Friday, February 15, 2013

Notes on Die Wiedergänger (The Revenants) by Andreas Bolm, Germany 2013-Berlinale 2013



Perspective German Cinema

What was that, this strange but crazy and beautiful creature of a film?
One day after the screening I try to remember this film like I often try to recall a dream of last night which occupies my mind but I remain unable to tell it in words.

There is a forest (I often dream of forests), an aging couple who live reclusively in a house and a young man walking through the forest on the search for shelter. There is a young man singing on his electric guitar strange songs accompanied by  a red haired woman on the drums. Elements like notes, sketches for a story. They are waiting to be edited together. When these traces of a narration disappear for moments and the camera stops or makes and endless long travelling, an over voice narrator tells fragment of a story with hints to a family drama and a  post-apocalyptic science fiction novel. TV news pronounce the ban of certain kinds of vegetables and gives also a hint to a nuclear disaster.
The audience is at first an editor and finally also the story teller.
As Andreas Bolm said, the film has to do with the place in Northern Germany where he comes from it is another hint, another offering to read the film, to edit it for yourself.
The forest is a very complex and sensitive ecological system. So is Cinema. I have a soft spot for the endangered species like Malick, Straub (yes, yes the must be mentioned in one breath) and a lot more from countries which have seldom access to this neoliberal dominated Filmfestival, unless they accept the new neo-colonialism of Dieter Kosslick´s World Cinema Fund. In Cinema these endangered species are something like the extremely endangered Royal Bengali Tiger in India. And the neoliberalism like manifested in the ideology of this festival with their talent campus (imposing an industrial production of talents) is the equivalent of the hint radioactivity as a danger for men and nature in this film. 
The young man on the guitar, played by Andreas Bolm himself sings defiant songs. And the film has something defiant as well.
But the young man who strays through the forest desperately looking for a place where he can live or survive is even a more beautiful image for the spirit of the film.
Those were the days when such films were shown at the International Forum as rare and unconsumed narrative or non-narrative cinematic forms, films which might not ne perfect, but films which does n´t fit in any categories. But they bring fresh wind. 
The young man can not move into a house ready for occupancy, he has to build something, has to work which is again an image for what you have to do to find a place in this film where you can "live".
And another beautiful aspect of Die Wiedergänger is, he does n´t answer the dogma of a neoliberal ideology  - which built already metastases in nearly all parts of our culture -  with another dogma.
It is not one of this boring "smart" films from my country (I have seen one at the Forum) but a very lovable one.
The film does not want more than getting a place for itself and that's probably the only thing Andreas Bolm is insisting on.
The question of the future of Cinema is more or less concentrated in the defense of its diversity. Die Wiedergänger reminds us in this diversity.

The forest in Andreas Bolm´s film allow both, people who are living in a house. They have found a place. But it allows also people who are looking for a place. Another beautiful image for the richness of Cinema.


## What is being asked:
Pull each line holding the word "blob" from the data.

## Material provided:
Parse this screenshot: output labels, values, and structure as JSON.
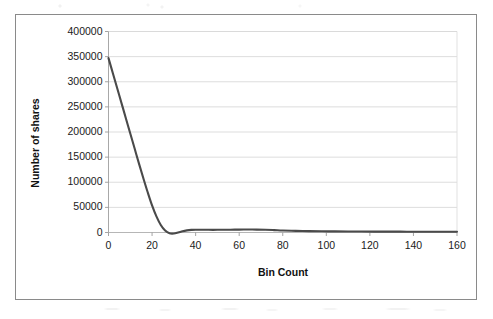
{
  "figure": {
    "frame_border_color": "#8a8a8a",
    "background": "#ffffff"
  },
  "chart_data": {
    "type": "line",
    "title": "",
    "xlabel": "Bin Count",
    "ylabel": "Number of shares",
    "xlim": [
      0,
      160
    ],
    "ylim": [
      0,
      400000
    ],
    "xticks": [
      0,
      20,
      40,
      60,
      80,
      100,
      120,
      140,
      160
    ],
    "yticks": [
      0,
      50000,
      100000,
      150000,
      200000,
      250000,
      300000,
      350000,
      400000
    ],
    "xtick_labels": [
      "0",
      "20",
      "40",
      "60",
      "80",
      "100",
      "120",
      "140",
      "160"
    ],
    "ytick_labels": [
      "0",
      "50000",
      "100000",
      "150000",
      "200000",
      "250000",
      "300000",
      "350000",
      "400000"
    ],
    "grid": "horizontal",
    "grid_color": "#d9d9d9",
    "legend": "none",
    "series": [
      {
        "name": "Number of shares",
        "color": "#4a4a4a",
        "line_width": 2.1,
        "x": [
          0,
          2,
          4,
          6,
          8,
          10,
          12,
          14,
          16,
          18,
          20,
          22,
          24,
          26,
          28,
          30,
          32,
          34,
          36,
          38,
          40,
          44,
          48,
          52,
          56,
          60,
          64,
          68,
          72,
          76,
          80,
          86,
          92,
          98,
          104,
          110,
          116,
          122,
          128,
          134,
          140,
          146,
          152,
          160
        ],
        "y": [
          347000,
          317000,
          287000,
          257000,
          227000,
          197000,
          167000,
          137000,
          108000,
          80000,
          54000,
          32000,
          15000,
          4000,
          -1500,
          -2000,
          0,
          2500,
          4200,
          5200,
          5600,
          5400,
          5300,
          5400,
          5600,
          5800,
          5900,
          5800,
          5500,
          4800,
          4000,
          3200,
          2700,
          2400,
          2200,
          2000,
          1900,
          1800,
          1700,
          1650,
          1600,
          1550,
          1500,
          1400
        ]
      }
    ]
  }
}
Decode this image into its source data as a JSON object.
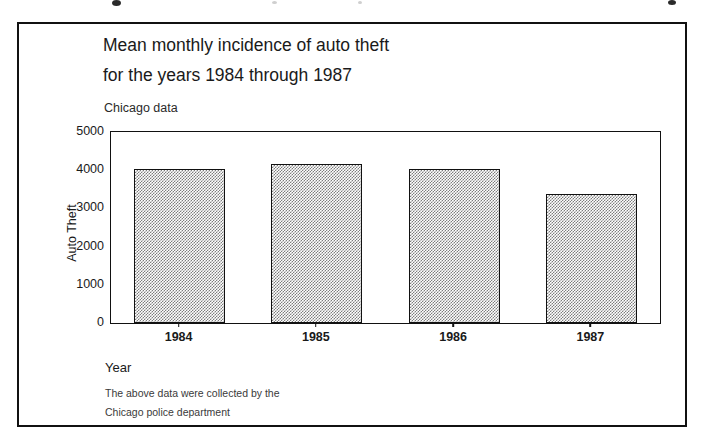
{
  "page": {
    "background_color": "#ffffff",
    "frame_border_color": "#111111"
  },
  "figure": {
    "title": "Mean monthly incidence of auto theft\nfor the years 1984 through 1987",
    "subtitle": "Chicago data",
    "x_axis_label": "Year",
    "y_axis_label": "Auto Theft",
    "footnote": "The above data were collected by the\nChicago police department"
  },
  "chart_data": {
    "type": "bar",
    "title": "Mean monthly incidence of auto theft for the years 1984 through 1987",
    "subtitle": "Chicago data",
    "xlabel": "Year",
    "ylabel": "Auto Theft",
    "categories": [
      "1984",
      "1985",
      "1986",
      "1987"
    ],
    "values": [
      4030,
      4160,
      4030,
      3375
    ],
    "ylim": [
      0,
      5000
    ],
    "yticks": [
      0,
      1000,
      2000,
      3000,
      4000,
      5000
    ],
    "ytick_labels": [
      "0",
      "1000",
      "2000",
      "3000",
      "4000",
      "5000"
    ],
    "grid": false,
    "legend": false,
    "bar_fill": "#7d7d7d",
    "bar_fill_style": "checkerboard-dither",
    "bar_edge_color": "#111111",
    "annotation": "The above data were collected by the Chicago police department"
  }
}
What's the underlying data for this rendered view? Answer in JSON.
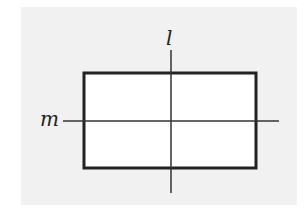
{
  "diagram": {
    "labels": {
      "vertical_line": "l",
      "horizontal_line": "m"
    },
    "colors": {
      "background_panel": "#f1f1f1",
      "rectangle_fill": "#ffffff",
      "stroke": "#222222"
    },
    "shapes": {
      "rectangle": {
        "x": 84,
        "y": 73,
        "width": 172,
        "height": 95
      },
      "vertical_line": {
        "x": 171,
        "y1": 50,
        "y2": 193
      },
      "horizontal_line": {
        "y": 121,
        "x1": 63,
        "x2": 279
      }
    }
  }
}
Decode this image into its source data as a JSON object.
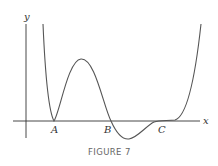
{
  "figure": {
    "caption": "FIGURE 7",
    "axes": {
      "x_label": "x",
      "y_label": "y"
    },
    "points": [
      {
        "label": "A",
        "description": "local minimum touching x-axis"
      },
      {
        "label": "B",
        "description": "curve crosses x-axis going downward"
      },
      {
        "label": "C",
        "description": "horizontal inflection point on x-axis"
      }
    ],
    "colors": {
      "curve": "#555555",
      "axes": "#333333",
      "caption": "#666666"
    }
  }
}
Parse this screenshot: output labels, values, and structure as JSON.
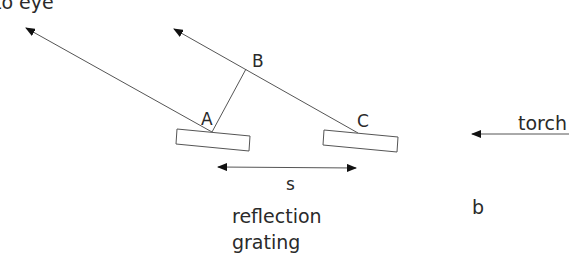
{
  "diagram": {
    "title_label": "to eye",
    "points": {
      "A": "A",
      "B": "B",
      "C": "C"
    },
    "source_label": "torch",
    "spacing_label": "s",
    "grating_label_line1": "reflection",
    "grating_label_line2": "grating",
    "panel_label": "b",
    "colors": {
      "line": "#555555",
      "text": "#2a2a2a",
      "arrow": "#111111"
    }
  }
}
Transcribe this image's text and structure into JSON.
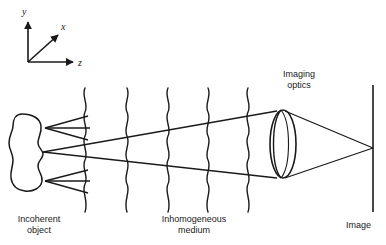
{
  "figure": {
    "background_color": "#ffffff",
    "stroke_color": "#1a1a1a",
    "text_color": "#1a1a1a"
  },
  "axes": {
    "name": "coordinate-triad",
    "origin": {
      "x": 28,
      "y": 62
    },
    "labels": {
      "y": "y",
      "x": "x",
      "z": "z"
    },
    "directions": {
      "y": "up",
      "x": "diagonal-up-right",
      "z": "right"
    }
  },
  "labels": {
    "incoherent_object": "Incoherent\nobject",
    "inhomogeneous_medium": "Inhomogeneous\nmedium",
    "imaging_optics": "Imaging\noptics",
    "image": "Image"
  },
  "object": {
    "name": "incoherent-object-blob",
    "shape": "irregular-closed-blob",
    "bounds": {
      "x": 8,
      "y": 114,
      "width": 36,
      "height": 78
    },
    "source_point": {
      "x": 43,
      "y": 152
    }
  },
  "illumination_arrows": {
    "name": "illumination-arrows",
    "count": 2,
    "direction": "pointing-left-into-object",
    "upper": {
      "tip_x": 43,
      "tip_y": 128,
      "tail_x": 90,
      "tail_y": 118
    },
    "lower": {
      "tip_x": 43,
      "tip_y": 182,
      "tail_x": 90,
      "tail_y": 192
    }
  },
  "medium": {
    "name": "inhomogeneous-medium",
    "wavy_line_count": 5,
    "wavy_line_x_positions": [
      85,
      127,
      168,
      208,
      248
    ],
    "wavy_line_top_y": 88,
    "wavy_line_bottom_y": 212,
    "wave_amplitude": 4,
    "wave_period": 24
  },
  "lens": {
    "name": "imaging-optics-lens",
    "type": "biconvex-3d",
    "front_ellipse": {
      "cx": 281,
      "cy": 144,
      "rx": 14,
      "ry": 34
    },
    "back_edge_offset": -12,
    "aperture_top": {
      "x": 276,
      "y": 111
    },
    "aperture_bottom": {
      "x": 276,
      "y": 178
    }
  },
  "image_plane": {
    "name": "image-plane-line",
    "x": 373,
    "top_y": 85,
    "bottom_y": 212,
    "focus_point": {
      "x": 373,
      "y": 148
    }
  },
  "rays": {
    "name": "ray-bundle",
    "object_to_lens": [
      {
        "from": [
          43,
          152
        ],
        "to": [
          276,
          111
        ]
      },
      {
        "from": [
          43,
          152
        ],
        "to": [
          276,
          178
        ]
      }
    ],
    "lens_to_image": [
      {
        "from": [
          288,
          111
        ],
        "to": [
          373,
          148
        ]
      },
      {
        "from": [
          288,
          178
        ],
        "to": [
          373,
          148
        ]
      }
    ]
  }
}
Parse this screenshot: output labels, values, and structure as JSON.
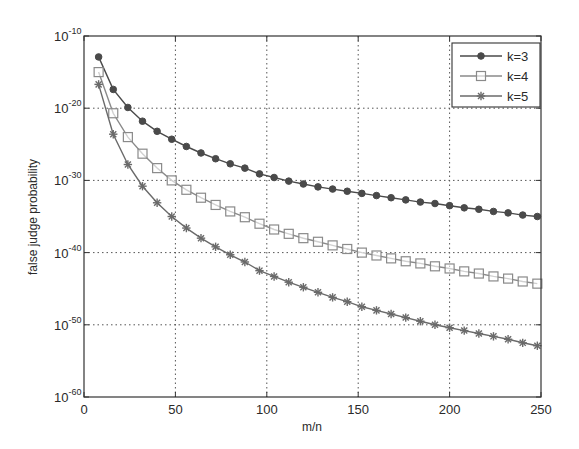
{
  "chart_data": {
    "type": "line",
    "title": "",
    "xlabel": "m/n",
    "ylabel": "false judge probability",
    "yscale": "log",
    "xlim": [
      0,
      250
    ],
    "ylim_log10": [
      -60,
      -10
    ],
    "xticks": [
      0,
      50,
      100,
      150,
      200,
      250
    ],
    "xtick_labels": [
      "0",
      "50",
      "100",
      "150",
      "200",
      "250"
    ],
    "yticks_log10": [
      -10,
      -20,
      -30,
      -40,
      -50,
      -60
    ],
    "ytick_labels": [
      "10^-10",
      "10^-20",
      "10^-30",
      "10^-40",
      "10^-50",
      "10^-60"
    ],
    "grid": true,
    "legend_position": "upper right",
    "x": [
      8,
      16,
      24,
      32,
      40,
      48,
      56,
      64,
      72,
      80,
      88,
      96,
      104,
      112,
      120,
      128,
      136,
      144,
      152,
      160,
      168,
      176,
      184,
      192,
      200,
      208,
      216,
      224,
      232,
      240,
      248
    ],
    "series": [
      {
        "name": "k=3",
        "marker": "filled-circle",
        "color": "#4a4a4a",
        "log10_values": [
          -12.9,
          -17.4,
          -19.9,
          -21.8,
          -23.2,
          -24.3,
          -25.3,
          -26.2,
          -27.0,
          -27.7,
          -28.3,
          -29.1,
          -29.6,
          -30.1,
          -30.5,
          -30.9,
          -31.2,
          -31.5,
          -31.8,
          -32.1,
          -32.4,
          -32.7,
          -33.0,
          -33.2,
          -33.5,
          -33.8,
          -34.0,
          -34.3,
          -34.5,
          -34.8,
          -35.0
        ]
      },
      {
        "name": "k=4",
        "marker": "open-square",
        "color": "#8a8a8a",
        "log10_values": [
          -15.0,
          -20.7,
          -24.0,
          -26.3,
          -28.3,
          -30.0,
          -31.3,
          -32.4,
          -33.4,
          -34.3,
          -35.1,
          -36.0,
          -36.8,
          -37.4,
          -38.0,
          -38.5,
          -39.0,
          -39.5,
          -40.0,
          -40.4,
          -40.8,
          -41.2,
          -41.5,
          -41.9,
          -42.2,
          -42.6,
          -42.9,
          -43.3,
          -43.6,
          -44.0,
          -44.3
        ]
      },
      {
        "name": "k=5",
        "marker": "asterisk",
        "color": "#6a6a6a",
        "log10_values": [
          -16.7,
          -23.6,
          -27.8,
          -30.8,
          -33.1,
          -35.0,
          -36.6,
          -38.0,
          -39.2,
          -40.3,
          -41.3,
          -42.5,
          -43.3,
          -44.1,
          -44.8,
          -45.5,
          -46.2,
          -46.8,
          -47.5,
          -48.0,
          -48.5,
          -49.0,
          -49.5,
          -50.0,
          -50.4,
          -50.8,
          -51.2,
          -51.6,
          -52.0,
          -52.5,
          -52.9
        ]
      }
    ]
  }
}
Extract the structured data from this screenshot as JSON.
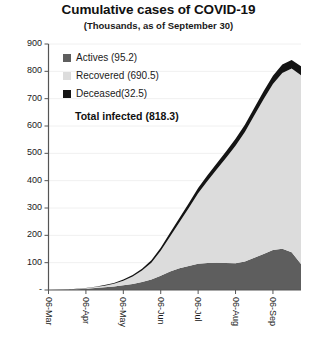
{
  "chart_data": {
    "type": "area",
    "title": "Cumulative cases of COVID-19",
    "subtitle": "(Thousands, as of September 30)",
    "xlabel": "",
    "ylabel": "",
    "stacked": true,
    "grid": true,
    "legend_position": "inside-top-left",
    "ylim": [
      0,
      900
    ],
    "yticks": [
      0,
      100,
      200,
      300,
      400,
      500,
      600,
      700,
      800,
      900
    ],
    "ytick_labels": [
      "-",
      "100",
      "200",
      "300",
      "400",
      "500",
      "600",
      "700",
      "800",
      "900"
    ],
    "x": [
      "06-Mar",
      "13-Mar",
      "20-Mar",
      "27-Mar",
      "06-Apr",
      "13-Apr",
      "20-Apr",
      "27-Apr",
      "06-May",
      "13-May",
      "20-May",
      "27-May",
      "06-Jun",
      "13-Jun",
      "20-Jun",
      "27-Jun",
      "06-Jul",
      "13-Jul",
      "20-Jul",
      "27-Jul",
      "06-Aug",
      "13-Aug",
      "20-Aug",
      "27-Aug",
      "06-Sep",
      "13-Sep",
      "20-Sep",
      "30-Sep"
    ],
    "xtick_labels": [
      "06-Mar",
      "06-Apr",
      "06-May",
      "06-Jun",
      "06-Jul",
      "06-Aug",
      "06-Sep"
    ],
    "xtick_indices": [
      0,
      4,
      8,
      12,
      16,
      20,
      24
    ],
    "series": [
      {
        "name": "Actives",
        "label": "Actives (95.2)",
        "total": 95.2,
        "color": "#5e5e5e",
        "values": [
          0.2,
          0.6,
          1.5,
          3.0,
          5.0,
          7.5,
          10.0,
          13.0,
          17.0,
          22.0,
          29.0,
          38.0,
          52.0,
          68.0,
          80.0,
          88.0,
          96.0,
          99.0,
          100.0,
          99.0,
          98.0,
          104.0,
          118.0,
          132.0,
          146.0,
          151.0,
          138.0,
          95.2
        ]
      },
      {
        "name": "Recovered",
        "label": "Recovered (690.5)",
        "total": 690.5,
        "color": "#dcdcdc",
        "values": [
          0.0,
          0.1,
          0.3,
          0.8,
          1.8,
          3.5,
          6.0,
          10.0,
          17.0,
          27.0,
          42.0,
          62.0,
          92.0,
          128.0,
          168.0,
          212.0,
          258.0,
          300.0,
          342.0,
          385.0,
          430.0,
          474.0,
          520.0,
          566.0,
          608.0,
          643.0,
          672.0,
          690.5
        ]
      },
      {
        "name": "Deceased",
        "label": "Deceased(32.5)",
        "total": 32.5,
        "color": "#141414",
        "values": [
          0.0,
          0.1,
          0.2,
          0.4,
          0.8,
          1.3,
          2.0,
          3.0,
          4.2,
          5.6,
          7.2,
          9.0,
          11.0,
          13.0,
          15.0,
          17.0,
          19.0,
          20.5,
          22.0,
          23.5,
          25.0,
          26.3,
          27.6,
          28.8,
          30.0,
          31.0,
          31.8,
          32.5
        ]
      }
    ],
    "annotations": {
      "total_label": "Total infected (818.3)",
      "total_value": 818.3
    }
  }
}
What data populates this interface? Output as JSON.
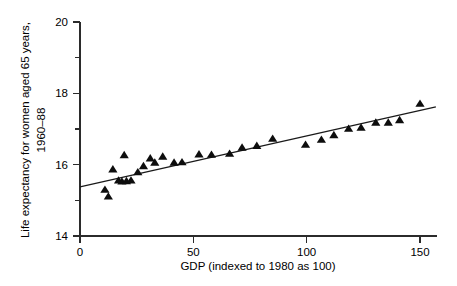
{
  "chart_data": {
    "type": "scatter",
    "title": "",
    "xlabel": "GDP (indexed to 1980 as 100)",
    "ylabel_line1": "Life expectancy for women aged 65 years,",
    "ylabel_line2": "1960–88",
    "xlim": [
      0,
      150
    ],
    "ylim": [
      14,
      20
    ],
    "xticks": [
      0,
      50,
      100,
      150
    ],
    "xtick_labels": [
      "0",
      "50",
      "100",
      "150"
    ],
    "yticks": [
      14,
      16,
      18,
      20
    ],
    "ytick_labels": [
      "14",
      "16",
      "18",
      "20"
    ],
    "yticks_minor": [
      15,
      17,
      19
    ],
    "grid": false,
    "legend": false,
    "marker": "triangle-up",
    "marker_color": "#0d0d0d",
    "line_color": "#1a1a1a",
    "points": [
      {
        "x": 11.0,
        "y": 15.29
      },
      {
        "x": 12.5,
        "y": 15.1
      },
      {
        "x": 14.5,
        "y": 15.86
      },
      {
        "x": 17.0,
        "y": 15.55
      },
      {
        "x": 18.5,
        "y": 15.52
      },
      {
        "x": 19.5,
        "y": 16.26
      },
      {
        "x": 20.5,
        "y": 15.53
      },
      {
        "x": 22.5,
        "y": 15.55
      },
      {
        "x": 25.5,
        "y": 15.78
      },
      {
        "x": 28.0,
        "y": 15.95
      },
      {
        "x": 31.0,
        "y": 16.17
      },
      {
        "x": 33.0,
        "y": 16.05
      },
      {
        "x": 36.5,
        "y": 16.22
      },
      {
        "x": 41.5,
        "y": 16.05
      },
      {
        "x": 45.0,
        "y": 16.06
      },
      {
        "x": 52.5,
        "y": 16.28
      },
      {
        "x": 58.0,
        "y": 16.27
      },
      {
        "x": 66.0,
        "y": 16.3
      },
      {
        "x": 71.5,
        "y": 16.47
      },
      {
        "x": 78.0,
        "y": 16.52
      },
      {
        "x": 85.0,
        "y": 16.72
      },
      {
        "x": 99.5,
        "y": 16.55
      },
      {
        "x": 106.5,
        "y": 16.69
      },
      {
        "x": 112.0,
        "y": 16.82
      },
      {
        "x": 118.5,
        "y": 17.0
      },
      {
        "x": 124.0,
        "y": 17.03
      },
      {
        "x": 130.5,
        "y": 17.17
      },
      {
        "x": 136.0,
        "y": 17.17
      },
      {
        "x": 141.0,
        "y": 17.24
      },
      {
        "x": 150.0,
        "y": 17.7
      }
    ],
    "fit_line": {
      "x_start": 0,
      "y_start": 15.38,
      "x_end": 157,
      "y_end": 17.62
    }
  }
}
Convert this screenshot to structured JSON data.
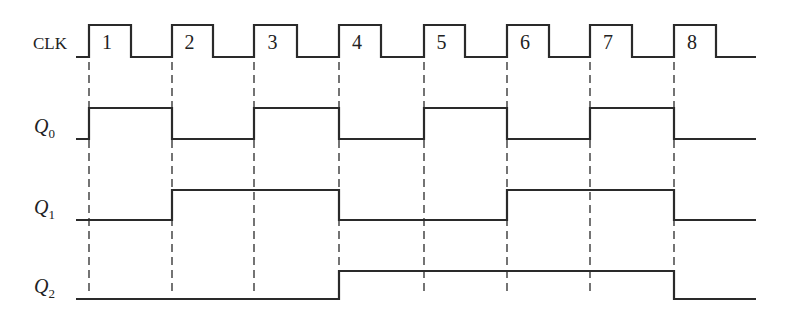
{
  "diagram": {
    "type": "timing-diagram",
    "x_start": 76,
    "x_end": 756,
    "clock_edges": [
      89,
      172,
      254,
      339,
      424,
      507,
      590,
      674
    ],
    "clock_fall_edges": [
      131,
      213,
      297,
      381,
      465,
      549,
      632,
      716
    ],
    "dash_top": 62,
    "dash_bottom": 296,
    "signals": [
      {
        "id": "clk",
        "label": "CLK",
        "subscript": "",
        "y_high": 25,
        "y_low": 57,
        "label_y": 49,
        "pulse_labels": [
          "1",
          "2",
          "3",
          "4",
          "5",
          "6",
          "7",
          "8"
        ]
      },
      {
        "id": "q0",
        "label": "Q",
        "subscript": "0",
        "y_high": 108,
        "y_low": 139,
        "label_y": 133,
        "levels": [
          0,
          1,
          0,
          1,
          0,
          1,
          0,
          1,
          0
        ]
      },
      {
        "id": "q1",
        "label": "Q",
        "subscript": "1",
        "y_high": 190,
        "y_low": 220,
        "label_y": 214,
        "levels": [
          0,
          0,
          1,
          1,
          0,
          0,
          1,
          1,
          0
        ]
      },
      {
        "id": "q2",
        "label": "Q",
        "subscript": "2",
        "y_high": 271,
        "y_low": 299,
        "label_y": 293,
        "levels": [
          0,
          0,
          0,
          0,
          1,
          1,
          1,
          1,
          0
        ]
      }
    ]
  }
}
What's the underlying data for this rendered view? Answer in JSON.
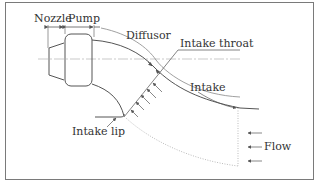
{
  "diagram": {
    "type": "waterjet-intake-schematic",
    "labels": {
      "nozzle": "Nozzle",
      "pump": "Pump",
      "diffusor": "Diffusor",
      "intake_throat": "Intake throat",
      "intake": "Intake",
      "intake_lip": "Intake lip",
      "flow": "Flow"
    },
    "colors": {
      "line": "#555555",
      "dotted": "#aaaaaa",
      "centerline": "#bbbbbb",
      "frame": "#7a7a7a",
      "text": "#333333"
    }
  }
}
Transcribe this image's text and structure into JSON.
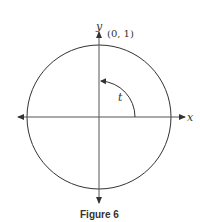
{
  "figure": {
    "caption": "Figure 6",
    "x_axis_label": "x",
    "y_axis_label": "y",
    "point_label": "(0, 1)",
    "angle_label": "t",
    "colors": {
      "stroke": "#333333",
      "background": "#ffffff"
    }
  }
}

## Result of the exercise:
    "name": "incoherent-object-blob",
    "shape": "irregular-closed-blob",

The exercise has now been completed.